Here is your “pee hat,” she said. They would measure my “I’s and O’s.” The In’s and Out’s, what comes out as urine. The collection hat catches and measures it. I was a little kid. My mind went to work. A. “Pee Hat.” Wow.
At some point, many, many hats later, the playful terminology lost its whimsey. The magic ran Out. Of course, a “Hat.” To regularly collect 24 hours of every drop. For me, the question was stopping mid-stream to get another hat to fill, as I do in pausing life mid-stream to attend to illness. As one leads to another, medications to medicate the effects of medications, a disease the result of a surgery to treat a disease. After a car crushed me on a sidewalk, then learning to hold my leaky “pelvic floor.” Meds lists, diagnosis lists, medical alert “jewelry,” syringes, handfuls of pills…what a pisser.
We each at times wear many hats.
Sometimes my “hats”
hold just pee,
others – different facets of me.
Thankfully, written in between check-boxes on countless clipboards and portals, lives a woman with thirst for the world. I do not try on hats as if they were costumes to approximate. Rather, each hat in my collection touches on the gem of an aspect of myself. They are prismatic, faceted, and reflective of the many “me’s” that I can be in the world. I want to be a whole person, not just a patient. I want the neurology doctor to ask me about my horseback riding when he quizzes me on my “gait mechanics.” They are great, thanks. My canter is like flying. This is the whole self, often goofy, sometimes glamorous, and definitely not always medical. Now that’s a lot of hats. I am a woman of many hats.
Due to illness, I have a bladder that holds much more than the 1 L hat can contain. I am careful, then, as possibly my urine overfloweth. Into my hats I go to such efforts to contain and record my urine to the drop. It chills in my fridge next to my milk and eggs while it waits to be analyzed. I’ve learned that I am so much more than the cc’s in my scan, or the hats I fill and refill. I’ve done a lot of things, worn a lot of other hats, and keep collecting vintage ones. For the In’s and Out’s of a life that’s remarkably full, those collections are immeasurable.
I began in clown theater in high school.
(I was not a “popular” kid. At least we could laugh about it!)
Anything but medical:
I play in cones and have a ridiculously growing closet of anything in a hi-visibility color.
I worked for a residential construction contractor one summer. I did mostly demolition. The owner had been a smoker and had shag-carpeted all his walls. I only lasted one summer.
I went to school for Halloween in 8th grade dressed as a witch. Nobody recognized me and I was temporarily marked absent. I’m a good witch.
I currently have two characters under my nose. MayDay is a hypervigilant, antsy safety nerd who gets flummoxed easily in her hyped “crises.” Whoopsie Daisy is clumsy, funky, and dopey. She likes to dance, and secretly enjoys a taste of the risque. Neither character is far-flung.
I make a mean spaghetti. I should say, angrily overboiled. I might as well eat it raw.
I was crushed by a car. I am resilient and have a wildly untethered imagination.
Last semester I rode on the U-M equestrian team. I got a lot of help with the saddle, but they were truly a team.
I have a hidden elegant diva in me. Best way to put it. Question that and face the consequences.
I swim like a torpedo. My parents let me “sink or swim” in the Long Island Sound. I was an infant. I still had amniotic gills and a natural tadpole wiggle. Given the chance I would live in the water.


## Your assignment
Return the lines of the data below exactly. Start at the first and end with the line containing "The width and height of the screenshot is (1269, 588).".

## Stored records
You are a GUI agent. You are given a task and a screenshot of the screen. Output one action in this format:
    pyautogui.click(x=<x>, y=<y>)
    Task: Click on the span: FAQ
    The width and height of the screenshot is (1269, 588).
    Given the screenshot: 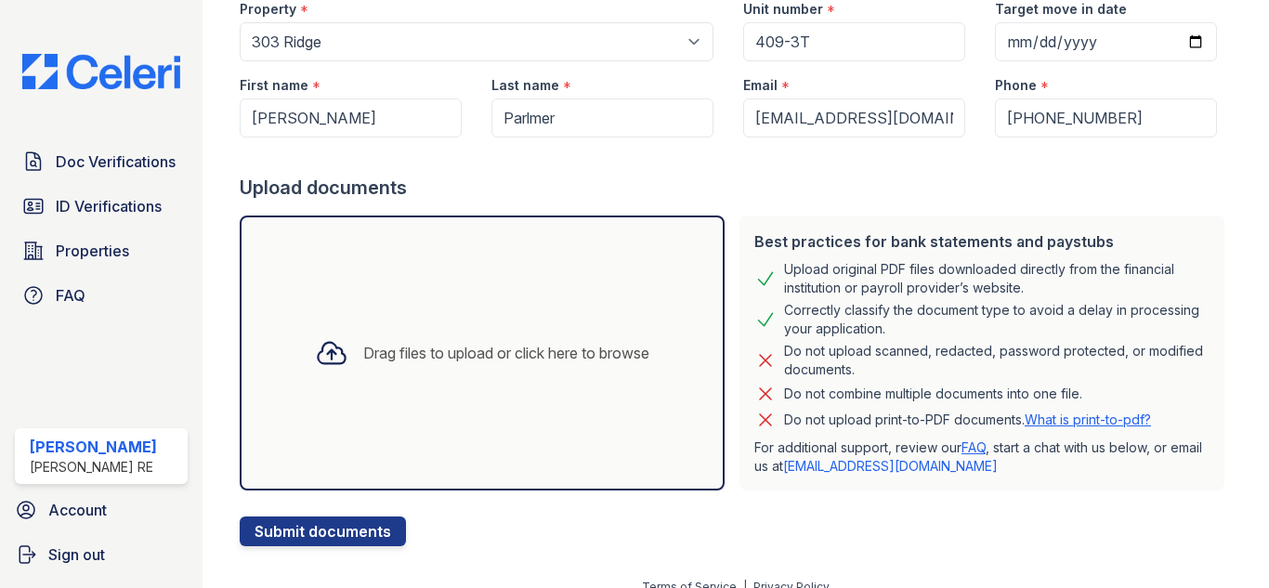 What is the action you would take?
    pyautogui.click(x=71, y=295)
    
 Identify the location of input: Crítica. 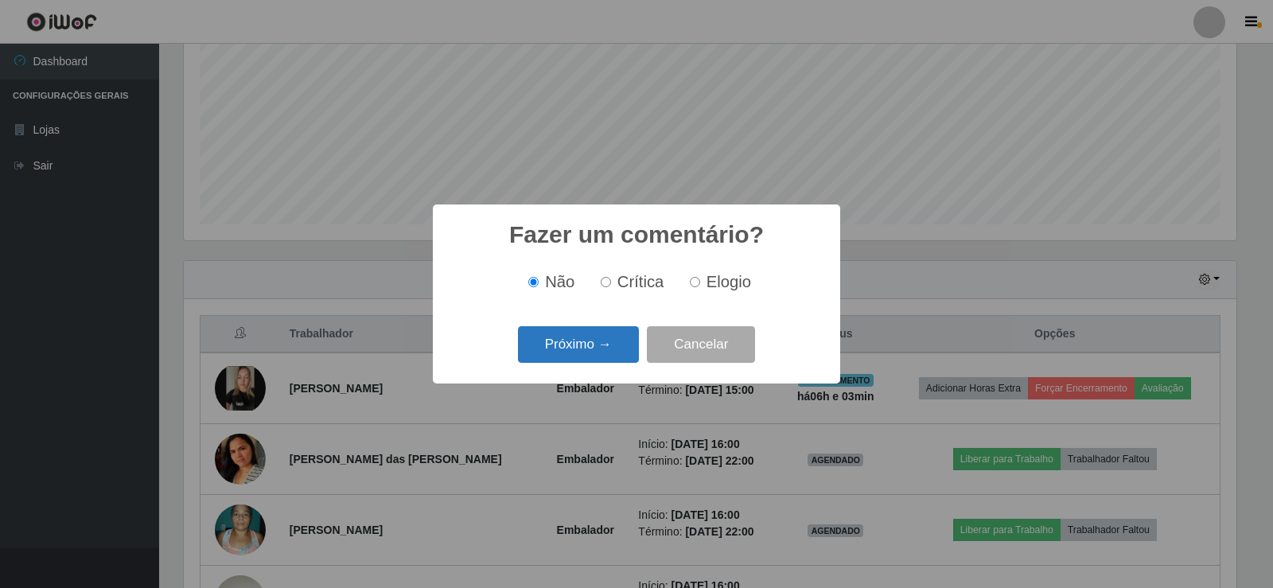
(605, 282).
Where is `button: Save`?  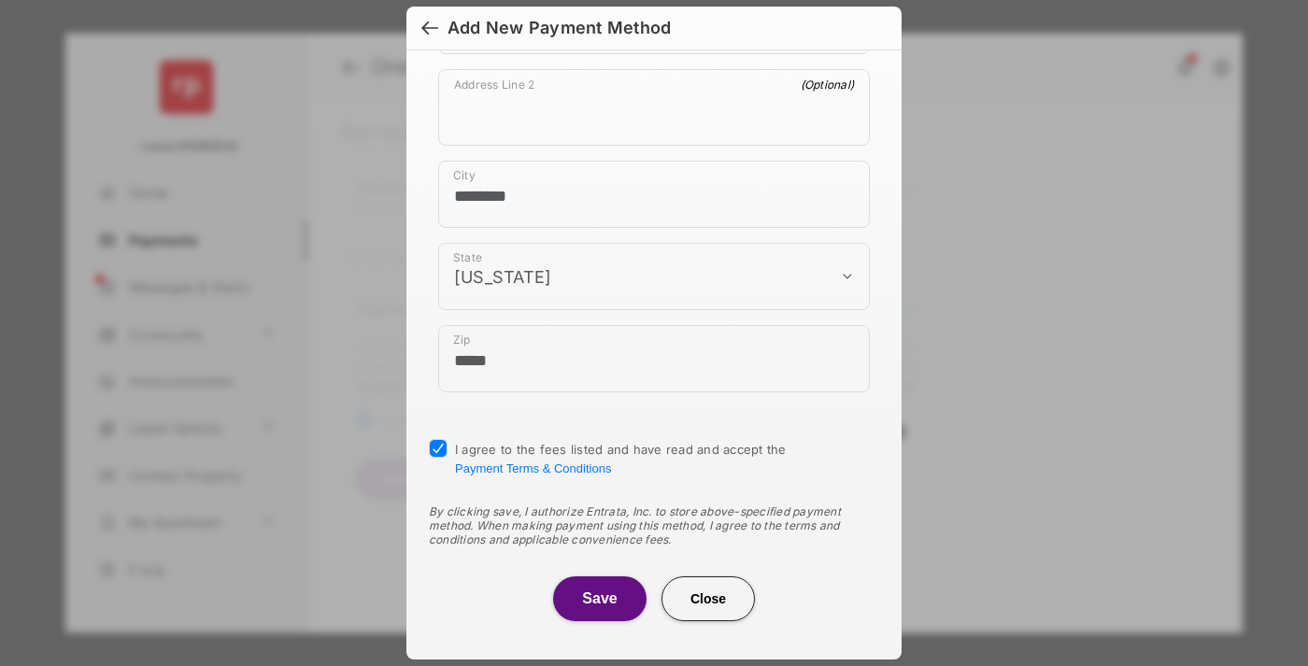 button: Save is located at coordinates (600, 599).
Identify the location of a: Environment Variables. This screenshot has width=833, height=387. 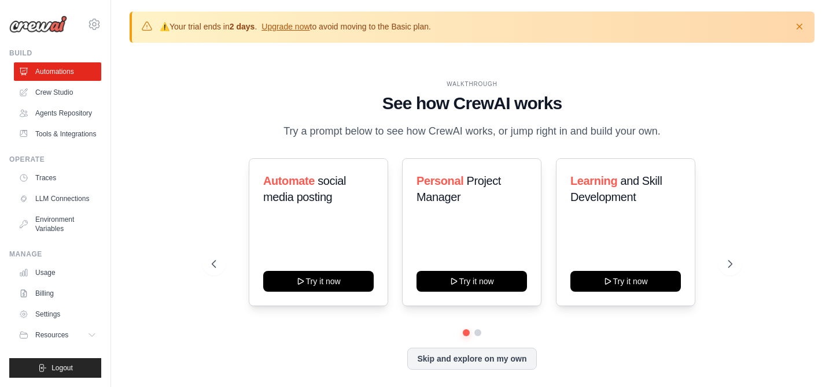
(57, 224).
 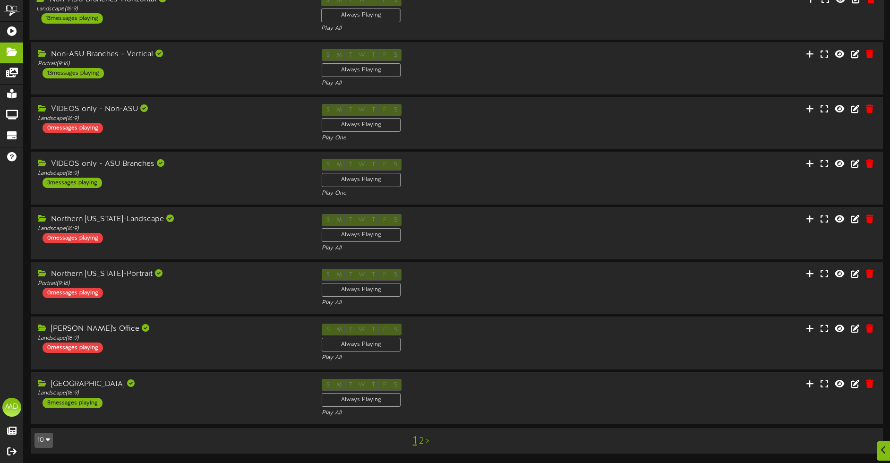 I want to click on a: 1, so click(x=415, y=441).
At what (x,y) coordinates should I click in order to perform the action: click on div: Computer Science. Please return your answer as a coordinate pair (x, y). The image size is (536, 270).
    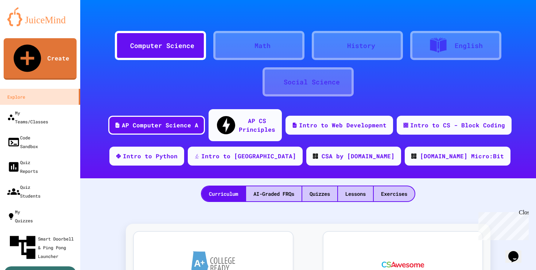
    Looking at the image, I should click on (162, 46).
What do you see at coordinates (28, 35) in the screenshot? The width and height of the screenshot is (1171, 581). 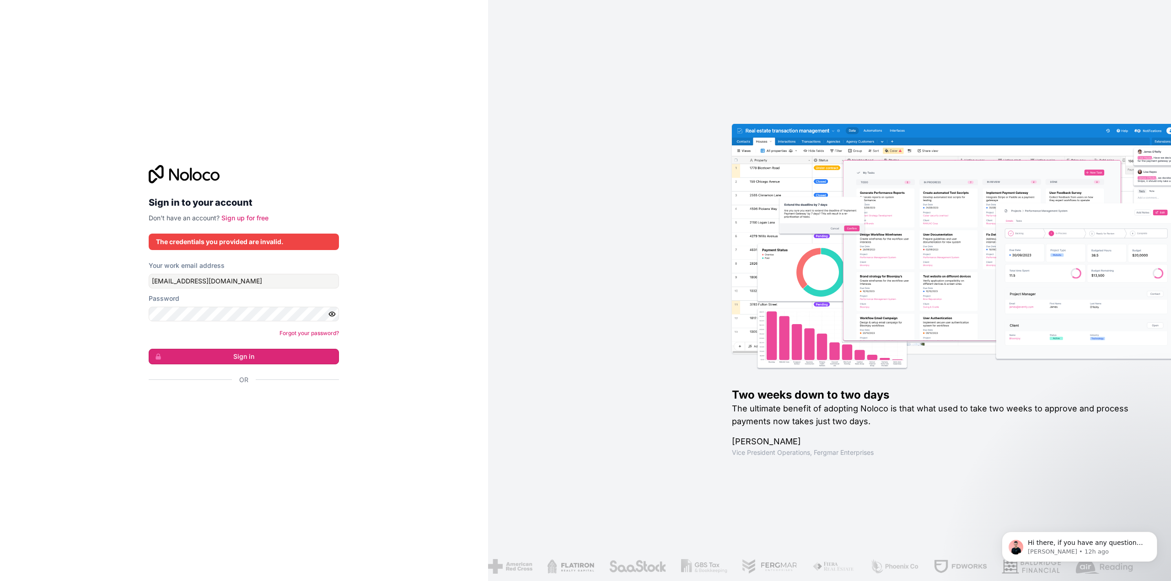 I see `img: Profile image for Darragh` at bounding box center [28, 35].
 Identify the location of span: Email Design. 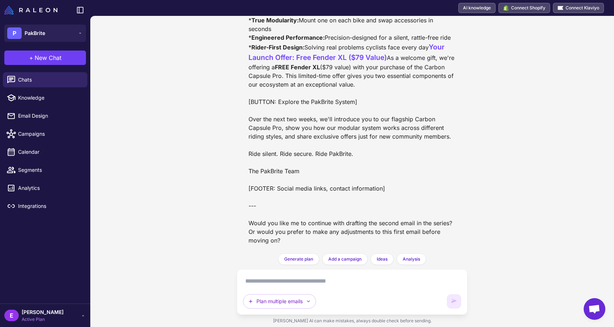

## Finished exercise
You are a GUI agent. You are given a task and a screenshot of the screen. Output one action in this format:
    pyautogui.click(x=<x>, y=<y>)
    Task: Click on the span: FAQ
    The width and height of the screenshot is (1269, 588).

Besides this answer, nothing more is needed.